I am currently employed in Norwich Business School (NBS) at the University of East Anglia (UEA), which I joined in 2013, as an Associate Professor in Business Management. I am currently the Head of the Responsible Business Regulation (RBR) group following more than four years serving as the NBS UG Programme Director. My current spell at the UEA follows a decade, more or less, in the School of Management at the University of Bradford where I was Head of Group for Strategy Economics and International Business and then the Doctoral Programme Director. That, in turn, was preceded by five years in the Centre for Social and Economic Research (CSERGE) as an RA and then SRA from 1999 to 2003, when I worked closely with Andy Jordan and Tim O Riordan. Prior to that, I trained and worked a Teacher in the FE/HE and Sixth Form sector. My first job on graduating in 1979 was as a Trainee Chartered Accountant with a London based firm (one of the ‘big eight’ at the time), then called Thornton Baker and now Grant Thornton.

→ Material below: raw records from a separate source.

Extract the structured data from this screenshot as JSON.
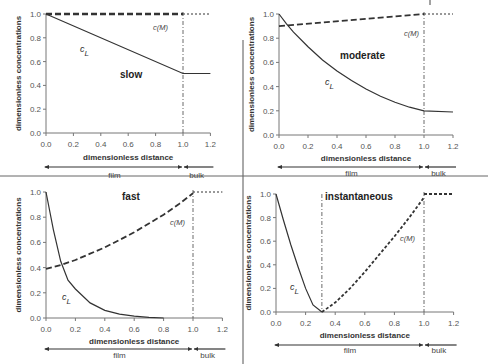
{
  "figure": {
    "separators": {
      "vertical_x": 243,
      "horizontal_y": 176
    }
  },
  "chart_data": [
    {
      "id": "slow",
      "type": "line",
      "title": "slow",
      "xlabel": "dimensionless distance",
      "ylabel": "dimensionless concentrations",
      "xlim": [
        0,
        1.2
      ],
      "ylim": [
        0,
        1.0
      ],
      "xticks": [
        "0.0",
        "0.2",
        "0.4",
        "0.6",
        "0.8",
        "1.0",
        "1.2"
      ],
      "yticks": [
        "0.0",
        "0.2",
        "0.4",
        "0.6",
        "0.8",
        "1.0"
      ],
      "grid": false,
      "regions": {
        "film": "film",
        "bulk": "bulk"
      },
      "interface_x": 1.0,
      "series": [
        {
          "name": "c_L",
          "style": "solid",
          "x": [
            0,
            1.0,
            1.2
          ],
          "y": [
            1.0,
            0.5,
            0.5
          ]
        },
        {
          "name": "c(M)",
          "style": "dashed",
          "x": [
            0,
            1.0
          ],
          "y": [
            1.0,
            1.0
          ]
        },
        {
          "name": "c(M) bulk",
          "style": "dotted",
          "x": [
            1.0,
            1.2
          ],
          "y": [
            1.0,
            1.0
          ]
        }
      ],
      "labels": {
        "cL": "c",
        "cL_sub": "L",
        "cM": "c(M)"
      },
      "layout": {
        "x0": 46,
        "x1": 183,
        "y0": 133,
        "y1": 14,
        "title_x": 120,
        "title_y": 78,
        "cL_x": 80,
        "cL_y": 52,
        "cM_x": 153,
        "cM_y": 30,
        "xlabel_y": 160,
        "arrow_y": 167,
        "region_y": 178
      }
    },
    {
      "id": "moderate",
      "type": "line",
      "title": "moderate",
      "xlabel": "dimensionless distance",
      "ylabel": "dimensionless concentrations",
      "xlim": [
        0,
        1.2
      ],
      "ylim": [
        0,
        1.0
      ],
      "xticks": [
        "0.0",
        "0.2",
        "0.4",
        "0.6",
        "0.8",
        "1.0",
        "1.2"
      ],
      "yticks": [
        "0.0",
        "0.2",
        "0.4",
        "0.6",
        "0.8",
        "1.0"
      ],
      "grid": false,
      "regions": {
        "film": "film",
        "bulk": "bulk"
      },
      "interface_x": 1.0,
      "series": [
        {
          "name": "c_L",
          "style": "solid",
          "x": [
            0,
            0.05,
            0.1,
            0.2,
            0.3,
            0.4,
            0.5,
            0.6,
            0.7,
            0.8,
            0.9,
            1.0,
            1.2
          ],
          "y": [
            1.0,
            0.92,
            0.85,
            0.73,
            0.62,
            0.53,
            0.45,
            0.38,
            0.32,
            0.27,
            0.23,
            0.2,
            0.19
          ]
        },
        {
          "name": "c(M)",
          "style": "dashed",
          "x": [
            0,
            1.0
          ],
          "y": [
            0.9,
            1.0
          ]
        },
        {
          "name": "c(M) bulk",
          "style": "dotted",
          "x": [
            1.0,
            1.2
          ],
          "y": [
            1.0,
            1.0
          ]
        }
      ],
      "labels": {
        "cL": "c",
        "cL_sub": "L",
        "cM": "c(M)"
      },
      "layout": {
        "x0": 279,
        "x1": 424,
        "y0": 135,
        "y1": 14,
        "title_x": 340,
        "title_y": 59,
        "cL_x": 325,
        "cL_y": 85,
        "cM_x": 404,
        "cM_y": 36,
        "xlabel_y": 161,
        "arrow_y": 167,
        "region_y": 176
      }
    },
    {
      "id": "fast",
      "type": "line",
      "title": "fast",
      "xlabel": "dimensionless distance",
      "ylabel": "dimensionless concentrations",
      "xlim": [
        0,
        1.2
      ],
      "ylim": [
        0,
        1.0
      ],
      "xticks": [
        "0.0",
        "0.2",
        "0.4",
        "0.6",
        "0.8",
        "1.0",
        "1.2"
      ],
      "yticks": [
        "0.0",
        "0.2",
        "0.4",
        "0.6",
        "0.8",
        "1.0"
      ],
      "grid": false,
      "regions": {
        "film": "film",
        "bulk": "bulk"
      },
      "interface_x": 1.0,
      "series": [
        {
          "name": "c_L",
          "style": "solid",
          "x": [
            0,
            0.05,
            0.1,
            0.15,
            0.2,
            0.3,
            0.4,
            0.5,
            0.6,
            0.7,
            0.8
          ],
          "y": [
            1.0,
            0.7,
            0.45,
            0.3,
            0.23,
            0.12,
            0.06,
            0.03,
            0.015,
            0.005,
            0.0
          ]
        },
        {
          "name": "c(M)",
          "style": "dashed",
          "x": [
            0,
            0.1,
            0.2,
            0.3,
            0.4,
            0.5,
            0.6,
            0.7,
            0.8,
            0.9,
            1.0
          ],
          "y": [
            0.39,
            0.42,
            0.46,
            0.51,
            0.56,
            0.62,
            0.68,
            0.75,
            0.82,
            0.9,
            0.99
          ]
        },
        {
          "name": "c(M) bulk",
          "style": "dotted",
          "x": [
            1.0,
            1.2
          ],
          "y": [
            1.0,
            1.0
          ]
        }
      ],
      "labels": {
        "cL": "c",
        "cL_sub": "L",
        "cM": "c(M)"
      },
      "layout": {
        "x0": 46,
        "x1": 193,
        "y0": 318,
        "y1": 192,
        "title_x": 122,
        "title_y": 200,
        "cL_x": 62,
        "cL_y": 300,
        "cM_x": 170,
        "cM_y": 225,
        "xlabel_y": 344,
        "arrow_y": 349,
        "region_y": 358
      }
    },
    {
      "id": "instantaneous",
      "type": "line",
      "title": "instantaneous",
      "xlabel": "dimensionless distance",
      "ylabel": "dimensionless concentrations",
      "xlim": [
        0,
        1.2
      ],
      "ylim": [
        0,
        1.0
      ],
      "xticks": [
        "0.0",
        "0.2",
        "0.4",
        "0.6",
        "0.8",
        "1.0",
        "1.2"
      ],
      "yticks": [
        "0.0",
        "0.2",
        "0.4",
        "0.6",
        "0.8",
        "1.0"
      ],
      "grid": false,
      "regions": {
        "film": "film",
        "bulk": "bulk"
      },
      "interface_x": 1.0,
      "reaction_plane_x": 0.31,
      "series": [
        {
          "name": "c_L",
          "style": "solid",
          "x": [
            0,
            0.05,
            0.1,
            0.15,
            0.2,
            0.25,
            0.31
          ],
          "y": [
            1.0,
            0.78,
            0.57,
            0.38,
            0.2,
            0.06,
            0.0
          ]
        },
        {
          "name": "c(M)",
          "style": "dashed",
          "x": [
            0.31,
            0.4,
            0.5,
            0.6,
            0.7,
            0.8,
            0.9,
            1.0
          ],
          "y": [
            0.0,
            0.08,
            0.2,
            0.34,
            0.49,
            0.64,
            0.8,
            0.97
          ]
        },
        {
          "name": "c(M) bulk",
          "style": "dashed",
          "x": [
            1.0,
            1.2
          ],
          "y": [
            1.0,
            1.0
          ]
        }
      ],
      "labels": {
        "cL": "c",
        "cL_sub": "L",
        "cM": "c(M)"
      },
      "layout": {
        "x0": 276,
        "x1": 424,
        "y0": 312,
        "y1": 194,
        "title_x": 325,
        "title_y": 200,
        "cL_x": 290,
        "cL_y": 290,
        "cM_x": 400,
        "cM_y": 241,
        "xlabel_y": 338,
        "arrow_y": 345,
        "region_y": 353
      }
    }
  ]
}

In contrast to my professional and vocational qualifications, all of my academic qualifications are in political science, having gained my PhD in business lobbying behaviour at the University of Essex in 2002, under Jeremy Richardson, Albert Weale and Hugh Ward. From starting my PhD, my focus was on European Union public policy making, initially examining market regulation and de-regulation among British and French firms in response to the EU’s Single Market Programme. My focal point was the firms’ interest representation activities (lobbying behaviour). But, on joining the staff at CSERGE, my research extended initially to EU and British environmental policy and later developed to encompass sustainability, energy policy and climate change alongside work on corporate social responsibility (CSR). I now research EU and national policy in these areas with a particular focus on energy policy and especially renewable energy policy.
I have extensive research networks, both internal and to external to the UEA. My external networks have emerged out of the three University Association of Contemporary European Studies (UACES) funded research groupings that I have led/co-led (2006-08, 2009-12 and most latterly 2015-18). These networks have worked on topics such as EU environmental policy, energy policy, sustainability, governance and multi-level governance (MLG), and Europeanisation. These UACES-funded activities have been extremely useful in developing the internationally based networks that have fed directly into my research work and publications. They have brought together PhD students, early-career researchers, established academics and practitioners in about 10 different countries, both within and beyond Europe. Together we have produced a substantial body of work and contributed to numerous panels to the UACES Annual Conference (as well as other conferences such as ECPR). Along with Thomas Hoerber at ESSCA, I am currently the Joint Series Editor for the ‘Governance of Sustainability in Europe’ book series, published by Routledge.